Okay, so here’s what I seem to be doing: I am no longer trying to get the graphic novel completed before the end of April. I started working on my ‘sin eater’ novel again the other night, though, and am makng progress. I got to the end of the first two scenes last night (I’ll probably put one of them online later), and with perseverence I should be able to finish this novel by the end of the month. And the diet book.

I still fully intend to complete it in at least one format, at the very least number of drawings, a novel with a dozen or so full-page illustrations, and possibly a graphic novel comprised of around 14 comic-book-length chapter, and maybe also a mini-comic featuring stick figures, depending on how satisfied I am with whatever the main portion of it works out to be. I’ve been having trouble nailing it down; I have the basic story in mind, the characters and dramatic structure and all that, but I haven’t worked out the format that best suits it.
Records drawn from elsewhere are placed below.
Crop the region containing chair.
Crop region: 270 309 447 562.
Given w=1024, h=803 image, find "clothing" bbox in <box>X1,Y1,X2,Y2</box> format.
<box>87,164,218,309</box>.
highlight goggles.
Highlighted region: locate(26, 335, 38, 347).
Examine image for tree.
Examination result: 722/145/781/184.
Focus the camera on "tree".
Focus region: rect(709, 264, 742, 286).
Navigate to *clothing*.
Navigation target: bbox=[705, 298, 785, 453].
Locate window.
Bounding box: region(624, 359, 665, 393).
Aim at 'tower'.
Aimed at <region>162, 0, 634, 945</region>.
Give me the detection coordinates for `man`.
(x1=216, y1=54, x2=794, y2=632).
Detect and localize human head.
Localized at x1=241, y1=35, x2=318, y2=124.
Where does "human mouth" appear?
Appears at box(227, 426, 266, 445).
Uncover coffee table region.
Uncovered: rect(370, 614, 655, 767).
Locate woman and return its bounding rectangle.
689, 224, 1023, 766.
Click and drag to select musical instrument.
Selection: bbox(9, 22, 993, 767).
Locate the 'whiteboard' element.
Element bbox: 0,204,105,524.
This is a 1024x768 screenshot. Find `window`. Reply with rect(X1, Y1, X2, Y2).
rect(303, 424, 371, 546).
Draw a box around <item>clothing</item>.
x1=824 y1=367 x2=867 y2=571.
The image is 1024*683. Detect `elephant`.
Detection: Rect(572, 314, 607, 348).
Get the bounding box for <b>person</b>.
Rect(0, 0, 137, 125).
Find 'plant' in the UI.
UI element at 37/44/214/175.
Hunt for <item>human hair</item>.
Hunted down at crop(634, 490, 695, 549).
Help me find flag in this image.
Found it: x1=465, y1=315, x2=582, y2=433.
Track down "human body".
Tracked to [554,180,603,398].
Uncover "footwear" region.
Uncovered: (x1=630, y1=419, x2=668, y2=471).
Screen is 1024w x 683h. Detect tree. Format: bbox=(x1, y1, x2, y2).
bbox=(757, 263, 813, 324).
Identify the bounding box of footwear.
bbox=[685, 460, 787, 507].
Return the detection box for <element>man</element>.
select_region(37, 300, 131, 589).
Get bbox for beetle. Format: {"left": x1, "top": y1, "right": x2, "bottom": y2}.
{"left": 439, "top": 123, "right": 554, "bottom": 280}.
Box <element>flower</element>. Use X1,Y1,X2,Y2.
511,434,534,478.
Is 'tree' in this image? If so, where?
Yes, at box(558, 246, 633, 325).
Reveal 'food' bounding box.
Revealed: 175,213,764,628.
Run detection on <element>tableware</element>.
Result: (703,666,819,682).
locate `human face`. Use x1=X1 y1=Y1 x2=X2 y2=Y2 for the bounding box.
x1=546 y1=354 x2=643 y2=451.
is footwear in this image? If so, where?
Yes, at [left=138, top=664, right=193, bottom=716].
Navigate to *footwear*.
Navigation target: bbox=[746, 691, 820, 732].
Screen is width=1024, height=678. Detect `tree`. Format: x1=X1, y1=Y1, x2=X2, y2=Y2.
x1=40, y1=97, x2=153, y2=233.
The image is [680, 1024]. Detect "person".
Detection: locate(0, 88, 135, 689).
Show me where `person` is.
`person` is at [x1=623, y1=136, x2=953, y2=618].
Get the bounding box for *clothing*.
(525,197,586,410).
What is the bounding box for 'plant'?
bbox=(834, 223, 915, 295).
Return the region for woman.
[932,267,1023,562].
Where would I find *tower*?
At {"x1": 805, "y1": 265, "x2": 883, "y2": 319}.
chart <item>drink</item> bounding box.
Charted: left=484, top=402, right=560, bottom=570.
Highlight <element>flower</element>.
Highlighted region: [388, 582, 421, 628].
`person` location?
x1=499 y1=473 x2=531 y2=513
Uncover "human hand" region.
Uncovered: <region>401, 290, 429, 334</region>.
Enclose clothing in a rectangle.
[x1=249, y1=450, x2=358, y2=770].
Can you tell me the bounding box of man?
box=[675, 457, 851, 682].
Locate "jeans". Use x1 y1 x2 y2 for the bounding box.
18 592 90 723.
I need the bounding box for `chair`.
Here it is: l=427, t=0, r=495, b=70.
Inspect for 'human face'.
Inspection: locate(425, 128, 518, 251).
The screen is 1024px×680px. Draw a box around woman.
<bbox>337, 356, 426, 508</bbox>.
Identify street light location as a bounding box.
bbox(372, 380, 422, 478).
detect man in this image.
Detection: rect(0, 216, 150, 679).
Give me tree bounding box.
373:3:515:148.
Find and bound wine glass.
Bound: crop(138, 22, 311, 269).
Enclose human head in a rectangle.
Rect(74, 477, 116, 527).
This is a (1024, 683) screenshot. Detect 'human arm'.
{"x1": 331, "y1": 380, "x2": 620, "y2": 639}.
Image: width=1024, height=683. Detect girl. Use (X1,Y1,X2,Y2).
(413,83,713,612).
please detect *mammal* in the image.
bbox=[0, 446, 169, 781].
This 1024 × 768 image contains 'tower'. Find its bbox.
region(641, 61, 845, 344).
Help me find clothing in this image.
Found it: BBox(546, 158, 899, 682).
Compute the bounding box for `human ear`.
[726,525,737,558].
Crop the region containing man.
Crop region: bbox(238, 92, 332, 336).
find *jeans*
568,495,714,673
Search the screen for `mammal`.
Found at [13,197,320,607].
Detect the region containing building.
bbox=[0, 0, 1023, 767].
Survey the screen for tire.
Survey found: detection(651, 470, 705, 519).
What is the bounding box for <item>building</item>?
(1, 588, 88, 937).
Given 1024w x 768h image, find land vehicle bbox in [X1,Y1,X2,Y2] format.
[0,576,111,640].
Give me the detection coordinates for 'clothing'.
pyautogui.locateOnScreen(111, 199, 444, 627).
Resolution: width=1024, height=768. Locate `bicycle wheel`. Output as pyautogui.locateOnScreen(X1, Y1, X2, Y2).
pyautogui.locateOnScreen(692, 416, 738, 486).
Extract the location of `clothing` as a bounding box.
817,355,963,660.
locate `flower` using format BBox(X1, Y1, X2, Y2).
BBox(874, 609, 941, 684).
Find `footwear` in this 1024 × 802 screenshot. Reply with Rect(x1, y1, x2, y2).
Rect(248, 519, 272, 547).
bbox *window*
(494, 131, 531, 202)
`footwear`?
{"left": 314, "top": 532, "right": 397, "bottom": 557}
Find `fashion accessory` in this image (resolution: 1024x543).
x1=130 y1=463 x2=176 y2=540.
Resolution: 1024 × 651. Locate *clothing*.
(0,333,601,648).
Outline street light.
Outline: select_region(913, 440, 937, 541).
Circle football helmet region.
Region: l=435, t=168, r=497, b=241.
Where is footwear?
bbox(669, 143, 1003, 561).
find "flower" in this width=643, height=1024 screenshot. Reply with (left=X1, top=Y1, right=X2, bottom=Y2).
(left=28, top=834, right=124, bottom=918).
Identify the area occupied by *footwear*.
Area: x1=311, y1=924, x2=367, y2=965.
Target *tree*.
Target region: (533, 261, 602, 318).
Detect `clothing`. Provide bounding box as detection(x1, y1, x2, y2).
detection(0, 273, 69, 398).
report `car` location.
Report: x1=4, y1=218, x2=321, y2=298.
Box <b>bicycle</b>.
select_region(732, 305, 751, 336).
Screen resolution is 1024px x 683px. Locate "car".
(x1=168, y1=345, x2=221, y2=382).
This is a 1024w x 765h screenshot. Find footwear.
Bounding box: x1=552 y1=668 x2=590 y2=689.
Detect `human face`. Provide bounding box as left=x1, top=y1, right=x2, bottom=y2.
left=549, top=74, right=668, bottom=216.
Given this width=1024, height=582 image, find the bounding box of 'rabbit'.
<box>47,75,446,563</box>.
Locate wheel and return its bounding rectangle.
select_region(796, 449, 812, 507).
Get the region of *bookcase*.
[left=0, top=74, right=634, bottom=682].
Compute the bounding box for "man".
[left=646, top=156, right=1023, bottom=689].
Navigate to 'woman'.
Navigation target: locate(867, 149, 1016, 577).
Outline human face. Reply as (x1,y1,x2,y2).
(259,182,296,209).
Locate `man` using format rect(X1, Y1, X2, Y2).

I’ve got it started in at least four different major styles so far, one in poetry with no illustrations yet, one in third person omniscient with reasonable quality illustrations, one in first person with stick figures, and some notes on how to do it as a novel with illustration. Maybe I’ll tell this story four or five ways. Two of the styles listed require me to tell the story twice each.

Anyway, what I was wondering is what you’d call this sort of thing. Is it just re-scheduling? That’s what it feels like; I wasn’t able to wrap my head fully around the drawn comic in the first half of the month, so I’ve pushed it back and moved up some projects I can get work done on immediately. Or does it look like I’m covering up over-reaching? I mean, in some respects it could be seen that way; I said I’d do more than I’m going to be able to do in the time period I specified, and I’ve taken a major project off the list of projects with ‘deadlines’ altogether. Though I am thinking of trying to do a 48hr comic on the weekend of 24hr comic day (next weekend), which, at my 4hr comic rates could be graphic-novel-length, to make up the difference. Or does this all look like something else I’m not seeing?

Maybe it just looks like me. I have big deams, ideals, and goals. I intend to do a lot, and I announce it. Some of it I get done the way I said I would, some of it I get done a little slower than I expected, and some of it ends up on the endless “to do later” list, and more stuff gets added to the top of the queue all the time so I never run out of big projects. Heck, after I came home from writing last night I started painting with gouache on illustration board in my old geometric style. Who knows what I’ll be working on a month from now?

reading after writing

Reading good fiction has become very strange and frustrating for me.

It is an affirmation and condemnation at the same time.

Generally, fiction I consider ‘good fiction’ tends to also be what I consider far, far better than my own writing. This may be some internal self-deprecation at work or my inability to separate myself from what I have written, but … I think most of all it is that I don’t seem to write like other people, so my writing is just … different. Better or worse, depending on personal opinions, but inherently merely different. Yet, when I read something by someone else and am drawn into the story, the characters, the highs and the lows, I seem unable to stop thinking about how much “better” the writing is than mine, how mine doesn’t look anything like theirs.